ISO 9000 Projects – not just paperwork!
12 April 2011 Leave a comment
Excellence is Three Triangles Performance
12 April 2011 Leave a comment
19 July 2010 2 Comments
The best business modelling considers the business from different aspects:
1. business processes (the inputs, and steps that produce the outputs)
2. decision points and associated business rules
3. measures (KPI and operational) and controls for the processes
4. data definitions, status and life cycles
and for a human driven business:
5. roles, responsibilities, and levels of authority
It is very rare I see these in one place and without all 5 parts, there is an incomplete understanding of the way the business works.
Without that complete understanding it is difficult to assess if an upgraded system solution will give real benefits or simply give a need for different work rounds.
6 July 2010 Leave a comment
Business systems are the systems that help an organisation run: software like ERP (Enterprise Resource Management) to do the accounting and CRM (Customer Relationship Management) to support contact with customer. Like every other technology, they change surprisingly quickly. Most suppliers of these systems launch major updates every 9 to 18 months. Read more of this post
2 July 2010 Leave a comment
Lean is an approach to business operations that was first developed in manufacturing and formalised in the Toyota Production System. At its core is the question, “how to do this with the least overall waste?” That means viewing the operation holistically and dividing work up to be the most efficient way of using time, money, effort and resources to achieve the overall results. Read more of this post
27 June 2010 Leave a comment
A team at Warwick Business School has surveyed 500 above average trading performance businesses employing between 20 and 250 staff.
These business had these approaches in common:
How does this apply to programme management, change management or project management? We can use these to consider things we might need to plan to under pin the success of our projects. Read more of this post
15 June 2010 Leave a comment
CMMI (Capability Maturity Model) is used in a number of businesses to help improve how they work. It was started in the technology industries and with big organisations but you could apply parts of it to your organisation. The point is to get your organisation to do things in a predictable way (giving benefits in being able to estimate what new work will cost) that is measured so you can make business decisions based on real information not guess-work. There is another blog that talks about the structure of CMMI. Oh yes, the model is free to use but if you want a badge for your business, you’ll have to pay a qualified assessor. Read more of this post
14 June 2010 4 Comments
I’ve refered to IDEF0 in a number of posts. Its time to explain what I mean.

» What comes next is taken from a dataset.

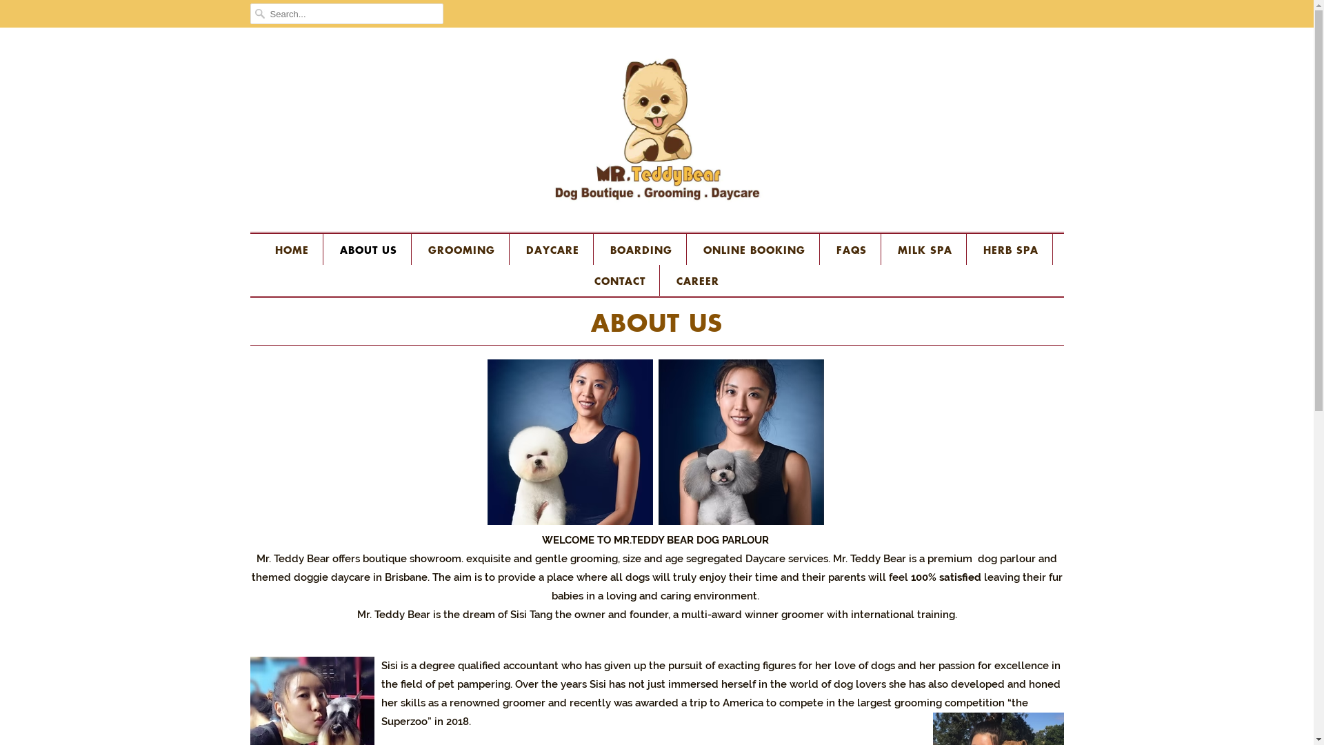 The width and height of the screenshot is (1324, 745). Describe the element at coordinates (368, 250) in the screenshot. I see `ABOUT US` at that location.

IDEF stands for Integrated DEFinition and the zero is there to distinguish this functional process modelling from the other tools in that tool kit. It was originally intended to define manufacturing processes but it works for human work too. Read more of this post
17 May 2010 Leave a comment
… so make the process the people’s responsibility.
That might be provocative for managers who believe it is their job to define the process. Let’s look at realities. Read more of this post
17 May 2010 Leave a comment
Kaoru Ishikawa lead the thought that said everyone was responsible for quality. Ray Kroc founded McDonalds success on a work system of very tightly defined tasks performed by people who needed minimal training to do that job as well as their company’s expert. Richard M Hodgetts defined check sheets (checklists) as a way to “record data on a form that readily allows interpretation of results from the form itself”.
These developments are helpful to quality: make everyone care about quality, define the job and train people, give them tools to monitor and interpret progress made on their work. That way is the road to great management and excellent performance.